Sun to help operate Coney Island ride
Photo by Steve Solomonson

The Wonder Wheel is going solar!

Deno’s Wonder Wheel — which has spun around in the dark for more than 30 years because of faulty wiring — will be illuminated this summer with a $50,000 solar-powered system that owners say will have it sparkling like the Nile.

Solar panels and 40-watt light bulbs are being affixed to the ride’s metal baskets. When everything is in place and the sun goes down this season, the ride should look like it did when it first opened in 1920, explained Deno Vourderis, whose family owns and operates the legendary Ferris wheel on W. 12th Street near Bowery Street.

“We’re bringing the old look back, we’re just doing it with solar energy this time,” Vourderis said. “We want to keep it classic.”

Vourderis says the small solar panels on top of the ride’s 16 swinging cars will store energy during the day and power the basket bulbs at night.

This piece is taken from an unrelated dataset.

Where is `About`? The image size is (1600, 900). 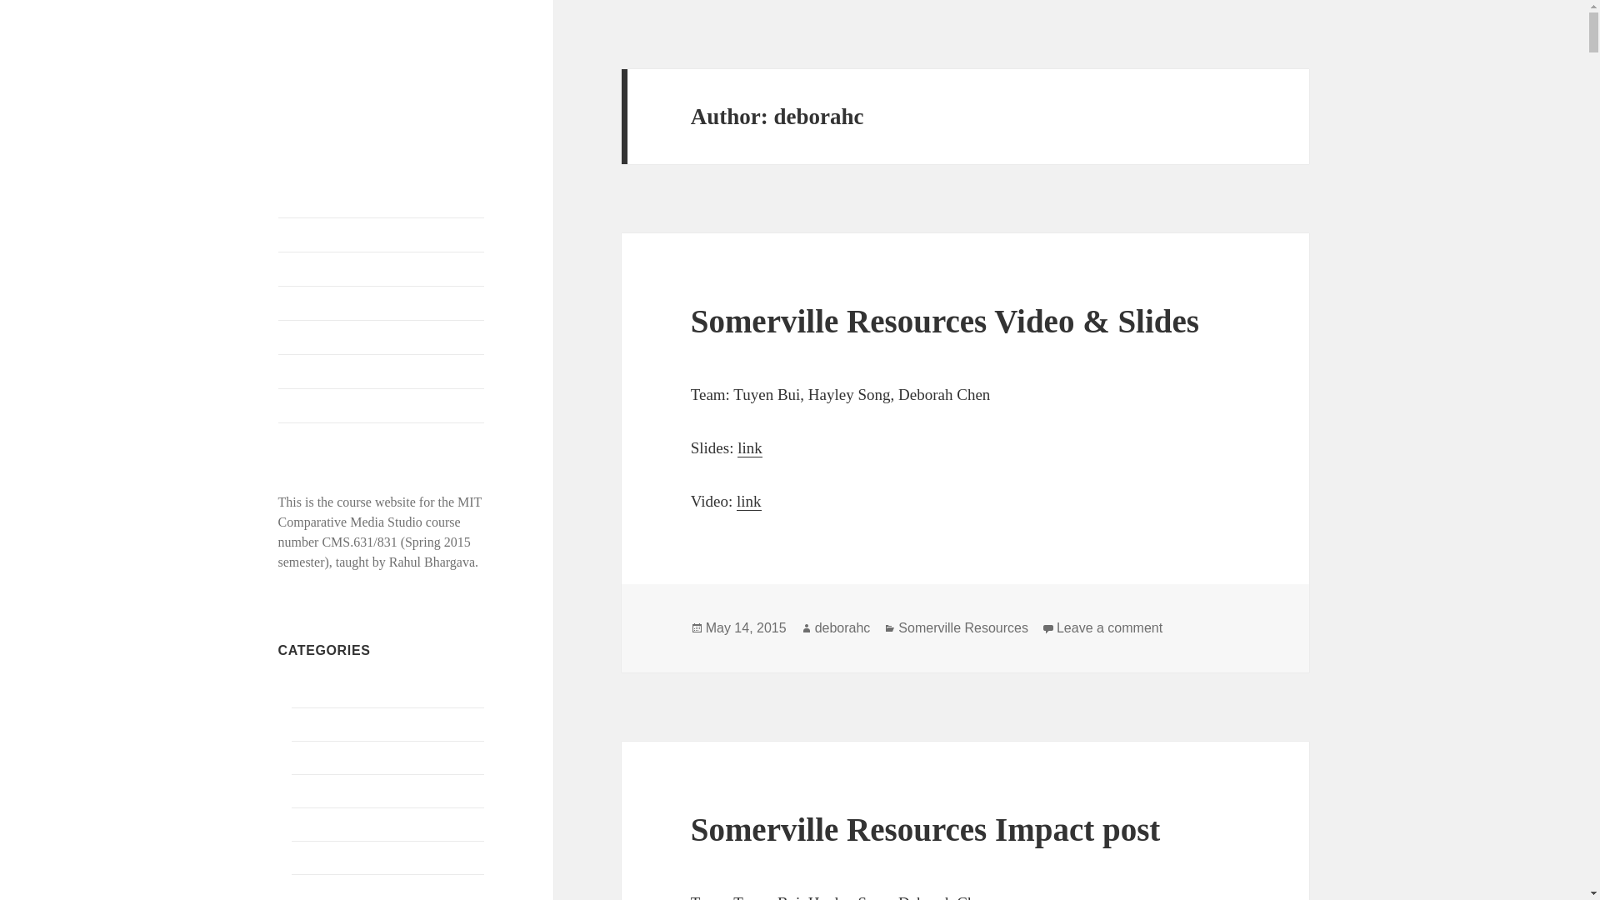 About is located at coordinates (382, 405).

But the new lighting system won’t be installed on the Ferris wheel’s eight fixed cars — which don’t swing as riders are carried 150 feet into the air for $6 a spin, Vourderis said.

Deno’s Wonder Wheel hasn’t been illuminated since 1981. Vourderis’s father removed the original lights shortly after taking over the ride, fearing that the high-voltage system — which sparked when it rained — would endanger riders.

Vourderis said relighting the Wonder Wheel will be completed by Memorial Day, missing the opening of the Coney Island summer season by two months. The ride opens on April 1, Vourderis said.

But the Wonder Wheel won’t be the only Coney Island attraction to have new lights this summer if Borough President Markowitz gets his way.

Markowitz wants the city to spend $2 million to outfit the historic, 262-foot tall Parachute Jump with enough lights to make it visible from the moon — angering some residents who say the money should be spent to save the Boardwalk instead.

In 2006 the city spent $1.4 million on the Parachute Jump’s lighting display, but Markowitz had the lights removed, claiming they weren’t glitzy enough for the People’s Playground.

Reach reporter Daniel Bush at dbush@cnglocal.com or by calling (718) 260-8310. Follow him at twitter.com/dan_bush.

Electrifying: Denos “DJ” Vourderis shows the brains behind the Wonder Wheel’s new solar-powered lights: the LED system.